Vietnam or Thailand ? Vote for the TOP Country of the Week !

Updated: May 8, 2025


The sub-lieutenant came up the steps, while Babalatchi stood up uneasily and, with finger on lip, tried to catch Nina's eye. "You are a good girl," whispered Almayer, absently, dropping his daughter's hand. "Father! father!" she cried, bending over him with passionate entreaty. "See those two men looking at us. Send them away. I cannot bear it any more. Send them away.

They interchanged their ideas rapidly, speaking in whispers into each other's faces, very close now, Dain suggesting, Lakamba contradicting, Babalatchi conciliating and anxious in his vivid apprehension of coming difficulties. He spoke most, whispering earnestly, turning his head slowly from side to side so as to bring his solitary eye to bear upon each of his interlocutors in turn.

He avoided looking at Nina, but fixed his eyes on Babalatchi. "Now, listen," said Babalatchi, sharply. "The ring and the anklet you have seen, and you know they belonged to Dain the trader, and to no other. Dain returned last night in a canoe. He spoke with the Rajah, and in the middle of the night left to cross over to the white man's house.

"The flame of that last day! I see it yet the last thing I saw! And I hear the noise of the rent earth when they all died. And I live to be the plaything of a crafty one," he added, with inconsequential peevishness. "You are my master still," said Babalatchi, humbly.

He paused, morsel in hand, seemed to miss something, turned his head from side to side, slowly, like a man with a stiff neck, and ejaculated in an ill-humoured bass "Babalatchi!" The players glanced up quickly, and looked down again directly. Those men who were standing stirred uneasily as if prodded by the sound of the chief's voice.

What more did you say, Tuan? I did not understand your talk." "It is nothing. I expected to find here . . . But where are they all?" "What matters where they are?" said Babalatchi, gloomily. "Have you come to see my people? The last departed on a long journey and I am alone. Tomorrow I go too." "I came to see a white man," said Lingard, walking on slowly. "He is not gone, is he?"

"Yes," went on Babalatchi, in a low monotone, as if pursuing aloud a train of thought that had its beginning in the silent contemplation of the unstable nature of earthly greatness "yes. He has been rich and strong, and now he lives on alms: old, feeble, blind, and without companions, but for his daughter.

That same evening he startled Lakamba by announcing that the time had come at last to make the first move in their long-deferred game. Lakamba asked excitedly for explanation. Babalatchi shook his head and pointed to the flitting shadows of moving women and to the vague forms of men sitting by the evening fires in the courtyard. Not a word would he speak here, he declared.

The night was very black, but he had within him a light that showed the way to your house as smooth as a narrow backwater, and the many logs no bigger than wisps of dried grass. Therefore he went; and now he lies here." And Babalatchi nodded his head towards the body. "How can you tell?" said Almayer, excitedly, pushing his wife aside.

"No!" answered Babalatchi, at his elbow. "A man with a red skin and hard eyes," he went on, musingly, "whose hand is strong, and whose heart is foolish and weak. A white man indeed . . . But still a man." They were now at the foot of the short ladder which led to the split-bamboo platform surrounding Babalatchi's habitation.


> [WORK TO COMPLETE]
Extract all lines that hold "span" from the records below.

> [EXTRACTED DATA]
◇ ◇ ◇
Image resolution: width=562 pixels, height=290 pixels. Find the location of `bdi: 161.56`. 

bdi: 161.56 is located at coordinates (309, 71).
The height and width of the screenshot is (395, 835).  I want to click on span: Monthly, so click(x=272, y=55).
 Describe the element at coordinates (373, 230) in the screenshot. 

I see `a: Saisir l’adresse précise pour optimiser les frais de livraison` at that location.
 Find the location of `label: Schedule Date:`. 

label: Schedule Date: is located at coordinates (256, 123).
◇ ◇ ◇
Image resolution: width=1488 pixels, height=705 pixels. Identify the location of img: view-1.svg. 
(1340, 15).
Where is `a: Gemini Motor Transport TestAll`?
◇ ◇ ◇
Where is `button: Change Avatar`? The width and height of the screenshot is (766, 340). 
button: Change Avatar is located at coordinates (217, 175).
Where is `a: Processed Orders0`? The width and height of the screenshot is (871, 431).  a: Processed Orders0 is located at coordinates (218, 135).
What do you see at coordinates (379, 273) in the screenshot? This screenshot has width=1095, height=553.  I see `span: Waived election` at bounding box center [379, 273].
◇ ◇ ◇
> [OUTPUT OF THE TASK]
The height and width of the screenshot is (395, 835).  I want to click on span: Monthly, so click(x=272, y=55).
What do you see at coordinates (379, 273) in the screenshot? This screenshot has width=1095, height=553.  I see `span: Waived election` at bounding box center [379, 273].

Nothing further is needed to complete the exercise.